Transcript to metabolite phase analysis
To study phase differences between circadian metabolites and their circadian transcripts, EC numbers for direct synthesis enzymes were extracted manually from KEGG pathways related to the 18 common metabolites cycling between mouse liver and human U2 OS cells. Cycling data from high-resolution time-series transcriptome (Hughes et al., 2009) from wild type mouse liver were coordinated. Raw cel files (downloading from GEO database) were analyzed with gcrma() function (gcrma package) and further normalized by normalize Quantiles() function (limma package) implemented in R. Time-series expression profiles and metabolite data were separately analyzed by JTK_CYCLE, version 3 (Hughes, 2010) through meta2d() function (only ‘JTK’ is selected for periodic detection, period length in search was set as 24; MetaCycle package). For extracting annotation information (including gene symbol and EC number) for each probe set, the mouse4302.db package was used. Those probe sets with maximum expression value less than 10^1.45 or lacking annotation were filtered out, and BH.Q values (Benjamini, 1995) were re-calculated based on p-values given by JTK_CYCLE for the remaining probe sets. For genes with multiple probe sets, a representative with smallest p-value and largest amplitude (in the case of multiple probe sets with equal smallest p-value) was selected. Metabolites (FDR < 0.05) and transcripts (FDR < 0.05) were linked based on the EC number to calculate phase differences. As we were focused on synthesis genes, we assumed that the peak phase of a metabolite must follow the peak phase of its associated transcripts. If transcript acrophase preceded metabolite acrophase, the phase of transcript was shifted by one 24 h period length. The phase differences between circadian metabolites and circadian transcripts involved in their synthesis were then calculated.

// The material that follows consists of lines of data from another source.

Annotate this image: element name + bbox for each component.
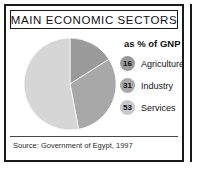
pie-chart-svg [22,36,118,132]
page-title: MAIN ECONOMIC SECTORS [11,14,177,26]
legend-item-label: Industry [141,81,173,91]
legend-item-label: Agriculture [141,59,184,69]
panel-body: as % of GNP 16 Agriculture 31 Industry 5… [10,32,178,132]
chart-legend: as % of GNP 16 Agriculture 31 Industry 5… [120,34,200,122]
pie-slice-group [24,38,116,130]
panel-title-box: MAIN ECONOMIC SECTORS [10,10,178,29]
source-note: Source: Government of Egypt, 1997 [13,141,133,150]
legend-heading: as % of GNP [124,38,200,49]
legend-item-industry: 31 Industry [120,78,200,93]
pie-chart [22,36,118,132]
source-divider [10,136,178,137]
legend-value-badge: 53 [120,100,135,115]
legend-item-agriculture: 16 Agriculture [120,56,200,71]
legend-value-badge: 31 [120,78,135,93]
legend-value-badge: 16 [120,56,135,71]
infographic-panel: MAIN ECONOMIC SECTORS as % of GNP 16 Agr… [4,4,184,162]
legend-item-services: 53 Services [120,100,200,115]
legend-item-label: Services [141,103,176,113]
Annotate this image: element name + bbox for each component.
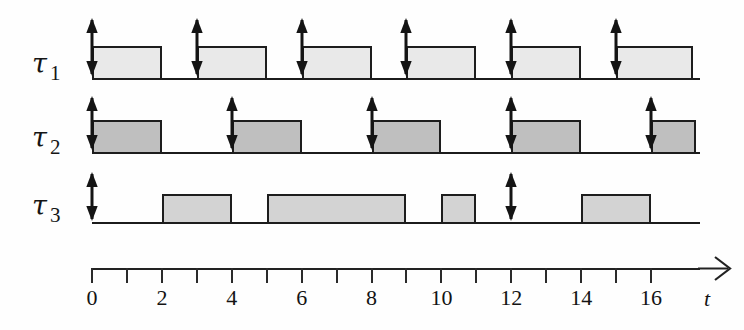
- time-axis-label-0: 0: [72, 285, 112, 311]
- task-label-tau3: τ3: [32, 190, 57, 221]
- tau-index-tau1: 1: [50, 61, 61, 85]
- release-arrow-tau3-0: [85, 172, 99, 221]
- exec-block-tau1-4: [511, 46, 581, 80]
- time-axis-tick-10: [440, 268, 442, 283]
- time-axis-tick-5: [266, 268, 268, 283]
- time-axis-tick-12: [510, 268, 512, 283]
- time-axis-tick-4: [231, 268, 233, 283]
- exec-block-tau1-3: [406, 46, 476, 80]
- release-arrow-tau1-1: [190, 18, 204, 76]
- release-arrow-tau1-4: [504, 18, 518, 76]
- tau-index-tau2: 2: [50, 135, 61, 159]
- time-axis-tick-11: [475, 268, 477, 283]
- time-axis-tick-0: [91, 268, 93, 283]
- time-axis-label-14: 14: [561, 285, 601, 311]
- release-arrow-tau2-1: [225, 96, 239, 150]
- release-arrow-tau2-2: [365, 96, 379, 150]
- tau-symbol-tau3: τ: [32, 190, 47, 221]
- time-axis-label-8: 8: [352, 285, 392, 311]
- time-axis-tick-1: [126, 268, 128, 283]
- exec-block-tau2-3: [511, 120, 581, 154]
- time-axis-tick-13: [545, 268, 547, 283]
- time-axis-label-10: 10: [421, 285, 461, 311]
- tau-symbol-tau2: τ: [32, 122, 47, 153]
- release-arrow-tau1-5: [609, 18, 623, 76]
- time-axis-tick-15: [615, 268, 617, 283]
- exec-block-tau1-1: [197, 46, 267, 80]
- release-arrow-tau3-1: [504, 172, 518, 221]
- time-axis-tick-3: [196, 268, 198, 283]
- task-label-tau1: τ1: [32, 48, 57, 79]
- time-axis-label-4: 4: [212, 285, 252, 311]
- exec-block-tau2-2: [372, 120, 442, 154]
- exec-block-tau1-0: [92, 46, 162, 80]
- exec-block-tau2-0: [92, 120, 162, 154]
- exec-block-tau3-3: [581, 194, 651, 224]
- time-axis-label-12: 12: [491, 285, 531, 311]
- release-arrow-tau2-4: [644, 96, 658, 150]
- time-axis-arrowhead: [698, 256, 732, 286]
- release-arrow-tau2-0: [85, 96, 99, 150]
- time-axis-tick-2: [161, 268, 163, 283]
- time-axis-variable-label: t: [704, 286, 710, 312]
- release-arrow-tau1-3: [399, 18, 413, 76]
- exec-block-tau3-2: [441, 194, 476, 224]
- exec-block-tau3-1: [267, 194, 407, 224]
- release-arrow-tau2-3: [504, 96, 518, 150]
- time-axis-tick-8: [371, 268, 373, 283]
- exec-block-tau3-0: [162, 194, 232, 224]
- baseline-tau1: [92, 78, 700, 80]
- time-axis-line: [92, 268, 700, 270]
- time-axis-label-16: 16: [631, 285, 671, 311]
- time-axis-tick-16: [650, 268, 652, 283]
- exec-block-tau1-5: [616, 46, 693, 80]
- exec-block-tau1-2: [302, 46, 372, 80]
- time-axis-tick-6: [301, 268, 303, 283]
- exec-block-tau2-1: [232, 120, 302, 154]
- tau-index-tau3: 3: [50, 203, 61, 227]
- time-axis-label-6: 6: [282, 285, 322, 311]
- tau-symbol-tau1: τ: [32, 48, 47, 79]
- release-arrow-tau1-0: [85, 18, 99, 76]
- release-arrow-tau1-2: [295, 18, 309, 76]
- time-axis-tick-9: [405, 268, 407, 283]
- task-label-tau2: τ2: [32, 122, 57, 153]
- time-axis-tick-7: [336, 268, 338, 283]
- schedule-figure: τ1τ2τ30246810121416t: [0, 0, 744, 330]
- time-axis-label-2: 2: [142, 285, 182, 311]
- time-axis-tick-14: [580, 268, 582, 283]
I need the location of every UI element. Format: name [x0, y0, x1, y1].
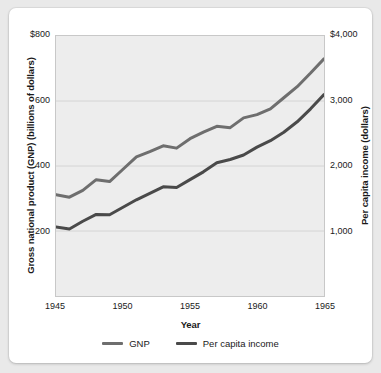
plot-area [55, 35, 325, 297]
plot-svg [56, 36, 324, 296]
x-axis-title: Year [9, 319, 372, 330]
x-axis-tick-label: 1955 [160, 301, 220, 311]
legend-swatch-icon [102, 342, 123, 346]
legend-label: Per capita income [203, 338, 279, 349]
y-axis-right-tick-label: 3,000 [330, 95, 381, 105]
series-line-gnp [56, 59, 324, 197]
legend-item[interactable]: GNP [102, 338, 150, 349]
x-axis-tick-label: 1965 [295, 301, 355, 311]
series-line-per-capita-income [56, 95, 324, 230]
x-axis-tick-label: 1960 [228, 301, 288, 311]
legend-swatch-icon [176, 342, 197, 346]
y-axis-left-tick-label: $800 [0, 29, 50, 39]
legend-label: GNP [129, 338, 150, 349]
y-axis-right-tick-label: $4,000 [330, 29, 381, 39]
x-axis-tick-label: 1950 [93, 301, 153, 311]
y-axis-left-tick-label: 600 [0, 95, 50, 105]
legend-item[interactable]: Per capita income [176, 338, 279, 349]
x-axis-tick-label: 1945 [25, 301, 85, 311]
chart-legend: GNPPer capita income [9, 338, 372, 349]
y-axis-right-tick-label: 2,000 [330, 160, 381, 170]
line-chart-figure: Gross national product (GNP) (billions o… [9, 8, 372, 363]
chart-card: Gross national product (GNP) (billions o… [9, 8, 372, 363]
y-axis-left-tick-label: 200 [0, 226, 50, 236]
y-axis-left-tick-label: 400 [0, 160, 50, 170]
y-axis-right-tick-label: 1,000 [330, 226, 381, 236]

R software (R 3.2.3) was used to perform analysis.
DATA AND SOFTWARE AVAILABILITY
The final metabolite dataset is publically available in the MetaboLights database under accession number MTBLS292 in addition to Supplemental Table 1.
Supplementary Material
Highlights.
50% of detected metabolites oscillate in mouse liver
18 metabolites cycle in both liver and in the cell autonomous U2 OS system
These oscillations in the U2 OS system are driven by core clock genes
Genetic perturbation of CRY1 decouples transcriptional and metabolite rhythms
Acknowledgments
We thank Nick Lahens for providing U2 OS transcriptomic cycling numbers and Barry Slaff for assistance in collection of circadian cell culture samples, and Alyssa Kriegermeier for assistance in mouse primary hepatocyte collection protocol. This work is supported by the National Institute of Neurological Disorders and Stroke (5R01NS054794-08 to JBH), the Defense Advanced Research Projects Agency (DARPA-D12AP00025, to John Harer, Duke University), a TAPITMAT award to AMW via the National Center for Advancing Translational Sciences (5UL1TR000003, to Garret Fitzgerald), the National Cancer Institute (NCI) of the National Institutes of Health (NIH) K99CA204593 (to BJA) and R01CA057341 (to CVD), The Leukemia and Lymphoma Society LLS 6106-14 (to CVD), the Abramson Family Cancer Research Institute (to CVD), the National Institute for Diabetes and Digestive and Kidneys Diseases (R01DK098656 to JAB), the National Institute on Aging (R01AG043483 to JAB) and by the Penn Genome Frontiers Institute under a HRFF grant with the Pennsylvania Department of Health.
Footnotes
The authors declare no competing financial interests.
Author Contributions
Conceptualization, S.Y.K., J.B.H., A.M.W.; Methodology, S.Y.K., J.G., A.M.W; Formal Analysis, S.Y.K., G.W., J.B.H., R.C.A, A.M.W.; Investigation, S.Y.K., B.J.A, J.G., S.R., F.C, A.V., A.O.O.G., L.J.F., U.E., B.S., A.Sengupta, S.M., S.G., C.P.S., S.C., I.H.K, J.B.H., A.M.W.; Resources, J.B.H., A.M.W., A.Sancar, J.A.B.; Writing –Original Draft, S.Y.K., A.M.W.; Writing - Review and Editing, S.Y.K., C.V.D, J.B.H., A.M.W.; Visualization, S.Y.K., J.B.H., A.M.W.; Supervision, J.B.H., A.M.W.; Funding Acquisition; J.B.H., A.M.W.